During a recent exhibition opening my co-exhibitors and I were asked if film was dying. In a knee-jerk response I quickly blurted out that it was already dead. I couldn’t believe those words had leaped out of my mouth. That very morning I had shot film, and that afternoon I had taken images shot digitally and went to great lengths to turn them into negatives resembling film so that I could print them with palladium.
Well, my mutterings launched some serious debate and for the next half-hour my comments were exposed. The question and the debate it sparkede has kept me pondering the topic these many weeks later.

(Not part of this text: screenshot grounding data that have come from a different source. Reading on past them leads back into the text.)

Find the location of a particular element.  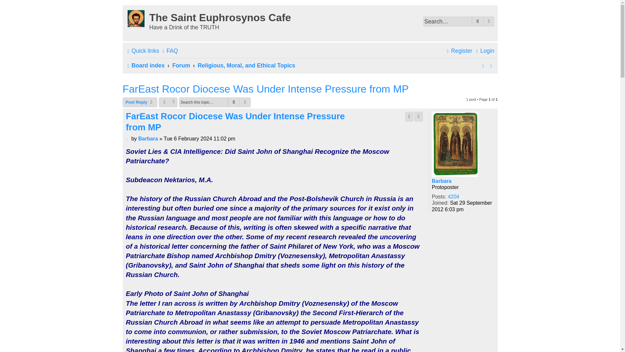

FAQ is located at coordinates (169, 51).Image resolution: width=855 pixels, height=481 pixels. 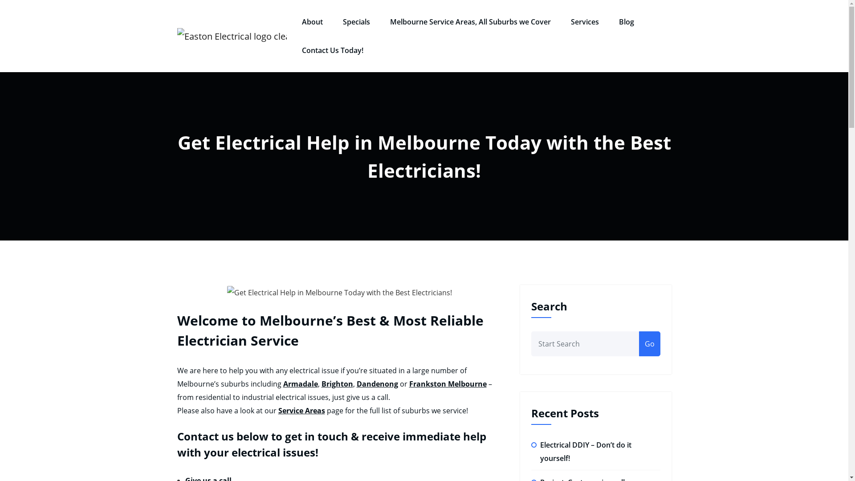 I want to click on Service Areas, so click(x=301, y=411).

Of my colleagues in attendance at this exhibition, there was only one who has jumped into digital without looking back, Andy Snow. Andy is a commercial photographer (www.andysnow.com) by profession and shooting digital makes sense, film does not. His prints are beautiful.
Of the other three photographers, they represent academia and fine-art photographers with a wide variety of photographic visions. Ben Montague (www.benjaminmontague.com), who laughingly muses as to whether he is actually a photographer anymore because his is imagery often bypasses the camera altogether and emanates from a scanner or an enlarger. Ok, maybe it is not film but it definitely honors the roots of our medium.
David Stichweh, a kindred spirit, uses a digital camera and printer in only the initial stage in creating stunning imagery that is definitely grounded in traditional photography.
And then there is Sean Wilkinson who has only recently ventured into digital photography. I am interested in seeing where digital takes him because Sean is one of the most intelligent photographers that I have ever met and his photographs reflect that measured vision.
So it would seem that I was the only one actually still shooting film, how ironic. But what is evident is that few photographers are using film and photography in the linear way it once was used. There are few photographic artists merely going from film to print, how blasé. Again, I still do. But mostly the adventure has begun – digital and film are being pushed in ways that question what is new, what is old, what is photography. Influences from photography’s beginnings are being turned and twisted into new elements. Film–digital–who cares. All that matters is the end result.